Thursday, February 02, 2012

Code Blue II

This is a continuation of yesterday's post.

In some respects, "running a code" is not hard. In a Code Blue, the first procedure is to take your own pulse (a mantra of the Fat Man in House of God). This is true. Everyone witnessing her first code feels her heart drop to her feet and panic take its place. We are frozen with paralysis, both physically and mentally. We forget the simplest things. We fixate on stupid details. We aren't helping the patient.

I took my own pulse. Then, I went to the head of the bed, ready to intubate. This is not the most important thing in a code; it's not even the first step in the new algorithm (which starts circulation, airway, then breathing). But in the ED where help is abundant, I recognized that the unique skill I contributed was airway management. The fellow "ran" the code, going down the algorithm. The patient was pulseless. Chest compressions were started immediately. I got my airway equipment out. I could mask ventilate the patient. The cause of the cardiac arrest was clear; he was bleeding to death. He had blood in his mouth and bloody bowel movements. We were transfusing as fast as we could, but to no avail. To secure the airway and protect him from choking on blood, I tried to intubate. I took me several attempts before I could do it; intubating in a code situation is never ideal and always stressful. I took my own pulse. Once I secured the endotracheal tube, my job was to bag the patient. Lots of other things were going on, but I kept my role. The ED resident and attending both tried to get venous access, a very challenging thing to do in the middle of chest compressions in a patient with no blood pressure. We activated the massive transfusion protocol, trying to give as much blood product as we could.

This went on for twenty minutes. With ongoing compressions, ribs were broken, the lungs were lacerated, blood started coming up the endotracheal tube. We got a weak thready pulse briefly, but it disappeared. At one point, we shocked the patient for a ventricular rhythm. We got central lines in and transfused more and more, but eventually we realized this was futile. After about twenty five minutes, we called the code and noted time of death.

There is a point in codes, amid compressions and shocks and needles and shouting, that the process sickens me. It is dehumanizing. Rarely, those situations we live for, the insult is easily reversed and the patient is revived. But more often than not, it is a messy prolonged protracted process, something we would never wish on anyone. It is why I think it is so important to talk to everyone about he'd want when he dies. Such things can be avoided, or pursued, but this decision needs to be made by an informed consumer. Medicine needs to empower patients to choose what they want for themselves.

At the end of codes, I also think debriefing is important. I had so many emotions that night. There are so many things about seeing someone die, being a part of the process, trying my very best and achieving so little, that I wish I had time to let it out. In medical school, there were people who tried to do this, but in the middle of the night in the emergency department, we simply did not have that luxury. So here it is. I don't think I could have saved that patient. And it is that vulnerability, that loss, admitting that very fact, that frightens me.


### AIM OF THE TASK
Select every line below containing the word "ffffff".

### Dataset entries on figures
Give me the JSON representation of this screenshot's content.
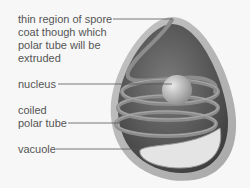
{
  "diagram": {
    "labels": [
      {
        "id": "spore-coat",
        "text": "thin region of spore\ncoat though which\npolar tube will be\nextruded"
      },
      {
        "id": "nucleus",
        "text": "nucleus"
      },
      {
        "id": "polar-tube",
        "text": "coiled\npolar tube"
      },
      {
        "id": "vacuole",
        "text": "vacuole"
      }
    ],
    "colors": {
      "background": "#f7f7f7",
      "text": "#555555",
      "leader_line": "#555555",
      "spore_coat": "#b5b5b5",
      "interior_dark": "#4a4a4a",
      "tube": "#8a8a8a",
      "nucleus": "#c8c8c8",
      "vacuole": "#e6e6e6"
    }
  }
}
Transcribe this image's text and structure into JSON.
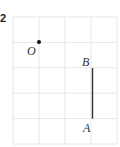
{
  "question_number": "2",
  "grid": {
    "origin_x": 13,
    "origin_y": 17,
    "cols": 4,
    "rows": 5,
    "cell_w": 26,
    "cell_h": 25.4,
    "line_color": "#e6e6e6"
  },
  "points": [
    {
      "label": "O",
      "grid_x": 1,
      "grid_y": 1,
      "dot": true
    },
    {
      "label": "B",
      "grid_x": 3,
      "grid_y": 2,
      "dot": false
    },
    {
      "label": "A",
      "grid_x": 3,
      "grid_y": 4,
      "dot": false
    }
  ],
  "segments": [
    {
      "from": "B",
      "to": "A",
      "color": "#333333"
    }
  ]
}
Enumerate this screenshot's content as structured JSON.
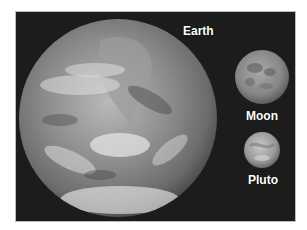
{
  "image": {
    "background_color": "#1c1c1c",
    "bodies": [
      {
        "name": "Earth",
        "label": "Earth",
        "cx": 118,
        "cy": 118,
        "r": 99
      },
      {
        "name": "Moon",
        "label": "Moon",
        "cx": 262,
        "cy": 77,
        "r": 27
      },
      {
        "name": "Pluto",
        "label": "Pluto",
        "cx": 262,
        "cy": 150,
        "r": 18
      }
    ]
  }
}
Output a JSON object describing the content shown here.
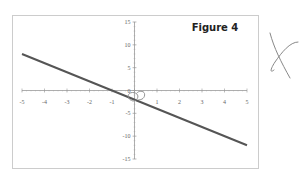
{
  "chart_data": {
    "type": "line",
    "title": "Figure 4",
    "xlabel": "",
    "ylabel": "",
    "xlim": [
      -5,
      5
    ],
    "ylim": [
      -15,
      15
    ],
    "x_ticks": [
      -5,
      -4,
      -3,
      -2,
      -1,
      0,
      1,
      2,
      3,
      4,
      5
    ],
    "y_ticks": [
      15,
      10,
      5,
      0,
      -5,
      -10,
      -15
    ],
    "grid": false,
    "legend": null,
    "series": [
      {
        "name": "y = -2x - 2",
        "x": [
          -5,
          5
        ],
        "y": [
          8,
          -12
        ],
        "color": "#555555"
      }
    ],
    "annotations": [
      {
        "type": "circle",
        "note": "hand-drawn circle near y-intercept (0, -2)"
      },
      {
        "type": "mark",
        "note": "hand-drawn X to the right of the chart"
      }
    ]
  },
  "colors": {
    "line": "#555555",
    "axis": "#999999",
    "frame": "#cccccc",
    "pen": "#888888"
  }
}
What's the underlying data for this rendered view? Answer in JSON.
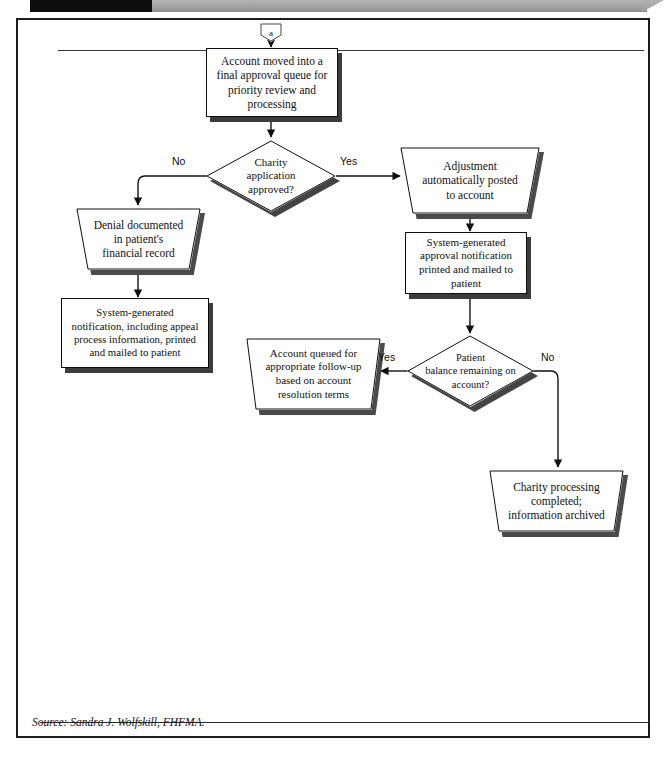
{
  "banner": {
    "black_block": "",
    "gray_block": ""
  },
  "source": {
    "text": "Source: Sandra J. Wolfskill, FHFMA."
  },
  "flow": {
    "connector_a": {
      "label": "a",
      "shape": "off-page-connector"
    },
    "nodes": [
      {
        "id": "account-moved",
        "shape": "rectangle",
        "text": "Account moved into a\nfinal approval queue for\npriority review and\nprocessing"
      },
      {
        "id": "charity-approved",
        "shape": "diamond",
        "text": "Charity\napplication\napproved?"
      },
      {
        "id": "adjustment-posted",
        "shape": "trapezoid",
        "text": "Adjustment\nautomatically posted\nto account"
      },
      {
        "id": "approval-notification",
        "shape": "rectangle",
        "text": "System-generated\napproval notification\nprinted and mailed to\npatient"
      },
      {
        "id": "denial-documented",
        "shape": "trapezoid",
        "text": "Denial documented\nin patient's\nfinancial record"
      },
      {
        "id": "denial-notification",
        "shape": "rectangle",
        "text": "System-generated\nnotification, including appeal\nprocess information, printed\nand mailed to patient"
      },
      {
        "id": "patient-balance",
        "shape": "diamond",
        "text": "Patient\nbalance remaining on\naccount?"
      },
      {
        "id": "account-queued",
        "shape": "trapezoid",
        "text": "Account queued for\nappropriate follow-up\nbased on account\nresolution terms"
      },
      {
        "id": "charity-completed",
        "shape": "trapezoid",
        "text": "Charity processing\ncompleted;\ninformation archived"
      }
    ],
    "edge_labels": {
      "charity_no": "No",
      "charity_yes": "Yes",
      "balance_yes": "Yes",
      "balance_no": "No"
    }
  },
  "colors": {
    "line": "#101010",
    "shadow": "#444444",
    "frame": "#1c1c1c",
    "banner_black": "#0d0d0d",
    "banner_gray": "#a6a6a6",
    "node_fill": "#ffffff"
  }
}
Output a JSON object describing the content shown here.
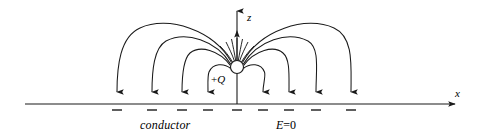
{
  "figure": {
    "type": "physics-field-line-diagram",
    "background_color": "#ffffff",
    "stroke_color": "#1a1a1a",
    "axes": {
      "x_axis_label": "x",
      "z_axis_label": "z",
      "x_axis_start_px": 25,
      "x_axis_end_px": 462,
      "x_axis_y_px": 104,
      "z_axis_x_px": 237,
      "z_axis_top_px": 6,
      "z_axis_bottom_px": 104,
      "z_axis_mid_arrow_y_px": 34
    },
    "charge": {
      "label_sign": "+",
      "label_symbol": "Q",
      "center_x_px": 237,
      "center_y_px": 67,
      "radius_px": 6.5
    },
    "labels": {
      "conductor": "conductor",
      "field_zero_prefix": "E",
      "field_zero_rest": "=0",
      "field_zero_full": "E=0"
    },
    "surface_charges": {
      "symbol": "–",
      "count": 9,
      "x_positions_px": [
        117,
        152,
        182,
        208,
        237,
        263,
        289,
        316,
        351
      ],
      "y_px": 110
    },
    "field_lines": {
      "arrow_landing_x_px": [
        117,
        152,
        182,
        208,
        237,
        263,
        289,
        316,
        351
      ],
      "left_count": 4,
      "right_count": 4,
      "vertical_center_line": true,
      "apex_heights_px": [
        22,
        42,
        58,
        72
      ]
    }
  }
}
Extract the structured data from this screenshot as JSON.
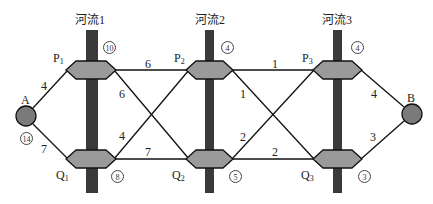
{
  "rivers": [
    {
      "label": "河流1",
      "bridge_capacity_top": "10",
      "bridge_capacity_bottom": "8"
    },
    {
      "label": "河流2",
      "bridge_capacity_top": "4",
      "bridge_capacity_bottom": "5"
    },
    {
      "label": "河流3",
      "bridge_capacity_top": "4",
      "bridge_capacity_bottom": "3"
    }
  ],
  "nodes": {
    "A": {
      "label": "A",
      "capacity": "14"
    },
    "B": {
      "label": "B"
    },
    "P1": {
      "label": "P",
      "sub": "1"
    },
    "P2": {
      "label": "P",
      "sub": "2"
    },
    "P3": {
      "label": "P",
      "sub": "3"
    },
    "Q1": {
      "label": "Q",
      "sub": "1"
    },
    "Q2": {
      "label": "Q",
      "sub": "2"
    },
    "Q3": {
      "label": "Q",
      "sub": "3"
    }
  },
  "edges": [
    {
      "from": "A",
      "to": "P1",
      "weight": "4"
    },
    {
      "from": "A",
      "to": "Q1",
      "weight": "7"
    },
    {
      "from": "P1",
      "to": "P2",
      "weight": "6"
    },
    {
      "from": "P1",
      "to": "Q2",
      "weight": "6"
    },
    {
      "from": "Q1",
      "to": "P2",
      "weight": "4"
    },
    {
      "from": "Q1",
      "to": "Q2",
      "weight": "7"
    },
    {
      "from": "P2",
      "to": "P3",
      "weight": "1"
    },
    {
      "from": "P2",
      "to": "Q3",
      "weight": "1"
    },
    {
      "from": "Q2",
      "to": "P3",
      "weight": "2"
    },
    {
      "from": "Q2",
      "to": "Q3",
      "weight": "2"
    },
    {
      "from": "P3",
      "to": "B",
      "weight": "4"
    },
    {
      "from": "Q3",
      "to": "B",
      "weight": "3"
    }
  ],
  "colors": {
    "river": "#3a3a3a",
    "bridge": "#9a9a9a",
    "node": "#7a7a7a",
    "line": "#111111"
  }
}
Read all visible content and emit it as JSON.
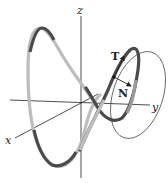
{
  "diagram": {
    "axes": {
      "x_label": "x",
      "y_label": "y",
      "z_label": "z"
    },
    "vectors": {
      "tangent_label": "T",
      "normal_label": "N"
    },
    "colors": {
      "axis": "#222222",
      "curve_dark": "#4a4a4a",
      "curve_light": "#bdbdbd",
      "circle": "#555555"
    }
  }
}
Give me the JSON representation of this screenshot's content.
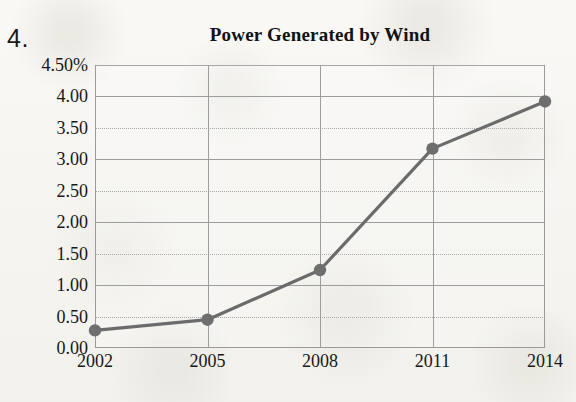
{
  "worksheet": {
    "question_number": "4."
  },
  "chart_data": {
    "type": "line",
    "title": "Power Generated by Wind",
    "xlabel": "",
    "ylabel": "",
    "categories": [
      "2002",
      "2005",
      "2008",
      "2011",
      "2014"
    ],
    "x": [
      2002,
      2005,
      2008,
      2011,
      2014
    ],
    "values": [
      0.28,
      0.45,
      1.24,
      3.17,
      3.92
    ],
    "series": [
      {
        "name": "Power Generated by Wind",
        "values": [
          0.28,
          0.45,
          1.24,
          3.17,
          3.92
        ]
      }
    ],
    "ylim": [
      0.0,
      4.5
    ],
    "ytick_values": [
      0.0,
      0.5,
      1.0,
      1.5,
      2.0,
      2.5,
      3.0,
      3.5,
      4.0,
      4.5
    ],
    "ytick_labels": [
      "0.00",
      "0.50",
      "1.00",
      "1.50",
      "2.00",
      "2.50",
      "3.00",
      "3.50",
      "4.00",
      "4.50%"
    ],
    "xtick_labels": [
      "2002",
      "2005",
      "2008",
      "2011",
      "2014"
    ],
    "grid": "horizontal-and-vertical",
    "legend": "none",
    "unit": "%",
    "colors": {
      "line": "#6b6b6b",
      "marker": "#6e6e6e",
      "grid": "#9d9d9d",
      "axis": "#9a9a9a",
      "text": "#171717",
      "paper": "#f7f6f3"
    }
  }
}
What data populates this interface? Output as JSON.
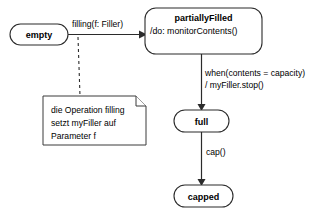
{
  "diagram": {
    "type": "uml-state-machine",
    "background_color": "#ffffff",
    "line_color": "#2b2b2b",
    "states": [
      {
        "id": "empty",
        "name": "empty",
        "activity": "",
        "x": 10,
        "y": 24,
        "w": 58,
        "h": 21
      },
      {
        "id": "partiallyFilled",
        "name": "partiallyFilled",
        "activity": "/do: monitorContents()",
        "x": 145,
        "y": 8,
        "w": 117,
        "h": 46
      },
      {
        "id": "full",
        "name": "full",
        "activity": "",
        "x": 174,
        "y": 110,
        "w": 55,
        "h": 22
      },
      {
        "id": "capped",
        "name": "capped",
        "activity": "",
        "x": 174,
        "y": 185,
        "w": 59,
        "h": 22
      }
    ],
    "transitions": [
      {
        "id": "empty-to-partiallyfilled",
        "from": "empty",
        "to": "partiallyFilled",
        "label": "filling(f: Filler)",
        "label_lines": [
          "filling(f: Filler)"
        ]
      },
      {
        "id": "partiallyfilled-to-full",
        "from": "partiallyFilled",
        "to": "full",
        "label": "when(contents = capacity) / myFiller.stop()",
        "label_lines": [
          "when(contents = capacity)",
          "/ myFiller.stop()"
        ]
      },
      {
        "id": "full-to-capped",
        "from": "full",
        "to": "capped",
        "label": "cap()",
        "label_lines": [
          "cap()"
        ]
      }
    ],
    "note": {
      "id": "note-filling-operation",
      "lines": [
        "die Operation filling",
        "setzt myFiller auf",
        "Parameter f"
      ],
      "x": 43,
      "y": 96,
      "w": 103,
      "h": 49,
      "fold_size": 10,
      "anchor_style": "dashed"
    }
  }
}
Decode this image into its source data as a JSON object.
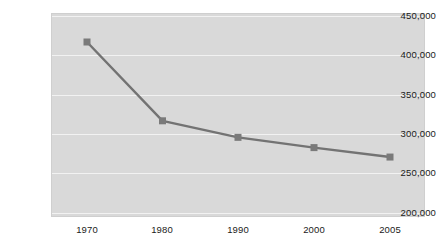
{
  "chart_data": {
    "type": "line",
    "title": "",
    "subtitle": "",
    "xlabel": "",
    "ylabel": "",
    "categories": [
      "1970",
      "1980",
      "1990",
      "2000",
      "2005"
    ],
    "values": [
      417000,
      317000,
      296000,
      283000,
      271000
    ],
    "series": [
      {
        "name": "",
        "values": [
          417000,
          317000,
          296000,
          283000,
          271000
        ]
      }
    ],
    "ylim": [
      200000,
      450000
    ],
    "y_ticks": [
      450000,
      400000,
      350000,
      300000,
      250000,
      200000
    ],
    "y_tick_labels": [
      "450,000",
      "400,000",
      "350,000",
      "300,000",
      "250,000",
      "200,000"
    ],
    "x_tick_labels": [
      "1970",
      "1980",
      "1990",
      "2000",
      "2005"
    ],
    "grid": true,
    "grid_axis": "y",
    "legend": false,
    "legend_position": "none",
    "marker": "square",
    "colors": {
      "line": "#737373",
      "marker": "#7a7a7a",
      "plot_background": "#d9d9d9",
      "gridline": "#f2f2f2",
      "figure_background": "#ffffff",
      "tick_label": "#1a1a1a",
      "plot_border": "#cfcfcf"
    }
  }
}
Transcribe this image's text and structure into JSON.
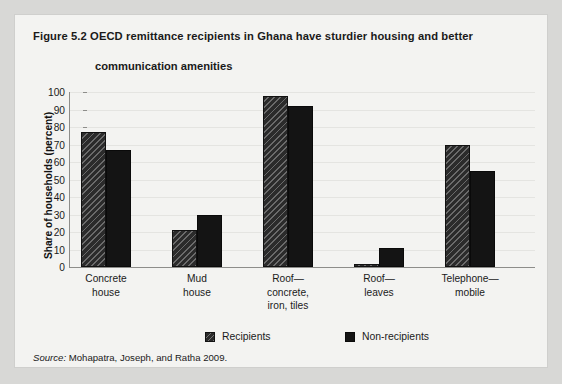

### SOLUTION FOR THIS PROBLEM
    "node_fill": "#ffffff"
    "background_color": "#ffffff",
    "background_color": "#ffffff",
      "figure_background": "#ffffff",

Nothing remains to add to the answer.